There are $q^{20} - 1$ homogenous, four-variable cubic polynomials with coefficients in $\mathbb{F}$. The $20$ is a ''stars and bars game'' analysis. There are $3$ powers that we insert into $4$ regions, which can be done in ${4 + 3 - 1 \choose 3} = 20$ ways. Accounting for $\mathbb{F}^\times$ invariance, there are $M := (q^{20} - 1)/(q - 1) > q^{19}$ equivalence classes.
Now suppose we want to count the number of choices of any $6$ rational points. The number of points in $\mathbb{P}^2(\mathbb{F}_q)$ is $n := (q^3 - 1)/(q-1) = q^2 + q + 1$. There are up to $N := {n \choose 6} \lesssim q^{12}$ many choices of $6$ points to construct blowups.

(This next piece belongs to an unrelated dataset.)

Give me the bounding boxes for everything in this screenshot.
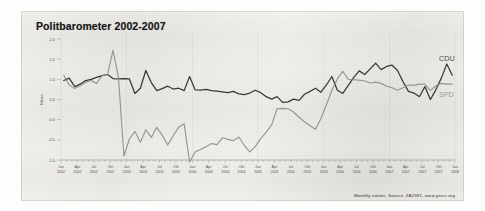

Thus the probability that a random rational cubic surfaces comes "from blowing up $6$ points" in $\mathbb{P}^2(\mathbb{F}_q)$ is $< q^{-7}$, quite small.
2024-09-26 DLD
Excellent observation! At first I thought a lot was lost by choosing the points to be $6$ points in $\mathbb{P}^2(\mathbb{F}_q)$ instead of consisting of Galois orbits. But actually passing to (at most) sextic extensions and doing the same analysis barely loses anything.
The analysis is similar.
This is an interesting heuristic. I wonder: can something like this be made rigorous?